I've got to say that people who can quickly assemble appealing MVPs from existing markets are exactly the sort of people Yahoo need, but the reported purchasing figures is a hefty price to pay for three staff, especially if all the available evidence points to them being productive startup generalists rather than visionary corporate project managers
Imagine how many MVPs Yahoo's existing staff could create if allocated $30 million of development time for skunkworks projects...
>Maybe the goal was to get more people who could quickly assemble a MVP from existing APIs that appealed to the emerging cohort of buyers and trendsetters.
There is a lot to be said for building the right thing; but the actual ability to assemble such products are very common and even the very premium skills are definitely for sale at market rates much lower than $15MM per year.
The skills are common here, not in general, and $15MM (total, not per year) is a cost of purchasing the assembled infrastructure, not the idea and potential to build. I don't think this is a wise expenditure, but you're attacking it from a poor angle.

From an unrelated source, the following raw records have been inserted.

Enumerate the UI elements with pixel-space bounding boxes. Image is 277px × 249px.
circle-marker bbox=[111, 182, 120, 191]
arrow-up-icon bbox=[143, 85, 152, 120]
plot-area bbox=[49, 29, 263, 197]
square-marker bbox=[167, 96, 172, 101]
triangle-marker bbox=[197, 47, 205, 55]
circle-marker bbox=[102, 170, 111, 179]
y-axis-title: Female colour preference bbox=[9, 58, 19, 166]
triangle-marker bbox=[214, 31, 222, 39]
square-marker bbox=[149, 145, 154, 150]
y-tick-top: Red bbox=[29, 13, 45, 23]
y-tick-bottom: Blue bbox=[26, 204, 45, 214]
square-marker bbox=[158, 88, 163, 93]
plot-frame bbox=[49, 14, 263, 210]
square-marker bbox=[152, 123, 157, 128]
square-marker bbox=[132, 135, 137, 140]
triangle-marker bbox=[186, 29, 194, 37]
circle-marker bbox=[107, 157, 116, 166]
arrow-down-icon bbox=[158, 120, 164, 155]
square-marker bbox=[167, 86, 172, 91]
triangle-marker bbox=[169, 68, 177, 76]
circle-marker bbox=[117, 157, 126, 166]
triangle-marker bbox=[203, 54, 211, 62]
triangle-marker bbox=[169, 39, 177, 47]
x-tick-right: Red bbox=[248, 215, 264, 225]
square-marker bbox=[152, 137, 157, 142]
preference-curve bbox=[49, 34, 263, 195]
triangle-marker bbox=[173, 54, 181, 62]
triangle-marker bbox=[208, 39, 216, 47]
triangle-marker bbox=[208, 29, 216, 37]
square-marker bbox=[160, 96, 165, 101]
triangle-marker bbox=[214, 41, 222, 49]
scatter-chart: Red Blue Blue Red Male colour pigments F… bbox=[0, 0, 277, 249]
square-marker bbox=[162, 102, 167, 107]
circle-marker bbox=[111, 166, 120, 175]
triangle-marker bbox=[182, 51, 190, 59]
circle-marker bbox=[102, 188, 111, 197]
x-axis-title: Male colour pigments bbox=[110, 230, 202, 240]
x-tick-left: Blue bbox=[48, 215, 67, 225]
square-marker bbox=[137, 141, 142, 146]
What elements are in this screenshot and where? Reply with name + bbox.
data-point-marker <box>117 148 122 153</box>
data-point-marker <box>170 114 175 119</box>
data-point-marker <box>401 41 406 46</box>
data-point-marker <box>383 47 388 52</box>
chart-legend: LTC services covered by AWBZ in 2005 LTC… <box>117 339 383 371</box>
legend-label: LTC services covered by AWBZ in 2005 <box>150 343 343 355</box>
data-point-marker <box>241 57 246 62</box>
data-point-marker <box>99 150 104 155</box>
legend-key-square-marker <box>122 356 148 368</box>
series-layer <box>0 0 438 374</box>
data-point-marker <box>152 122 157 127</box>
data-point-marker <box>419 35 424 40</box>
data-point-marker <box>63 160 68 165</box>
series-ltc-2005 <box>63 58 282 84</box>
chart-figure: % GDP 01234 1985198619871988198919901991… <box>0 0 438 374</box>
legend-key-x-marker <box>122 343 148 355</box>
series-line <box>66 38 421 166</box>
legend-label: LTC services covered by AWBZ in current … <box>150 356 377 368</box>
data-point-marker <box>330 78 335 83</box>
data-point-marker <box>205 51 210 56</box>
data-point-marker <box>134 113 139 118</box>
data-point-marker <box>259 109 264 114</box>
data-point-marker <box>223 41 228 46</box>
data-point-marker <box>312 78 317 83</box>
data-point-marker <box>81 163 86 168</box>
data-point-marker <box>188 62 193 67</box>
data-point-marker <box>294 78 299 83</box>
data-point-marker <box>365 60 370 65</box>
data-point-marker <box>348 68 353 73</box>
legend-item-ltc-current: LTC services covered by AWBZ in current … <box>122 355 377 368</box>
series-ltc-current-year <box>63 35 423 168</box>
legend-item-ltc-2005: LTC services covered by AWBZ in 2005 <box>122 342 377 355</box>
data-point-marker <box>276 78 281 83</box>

"Summly's entire business model seems to revolve around catering to this demographic. Frankly, it pains me."
I reads like a critique of Chubby Checker's "Twist" from a professor a Julliard. Perhaps, and I say that because I can't know what they were really thinking, but perhaps that was the point. This company had successfully "catered to this demographic" (which was defined as young hipster like brogrammers) and while those guys drink their PBR and deck out their mancaves perhaps it is a demographic that Yahoo desperately wants to reach? Maybe the whole point was that Yahoo folks were building things for middle-aged dot boomers and not for the cool kids.
Maybe the goal was to get more people who could quickly assemble a MVP from existing APIs that appealed to the emerging cohort of buyers and trendsetters. Maybe NLP wasn't the point.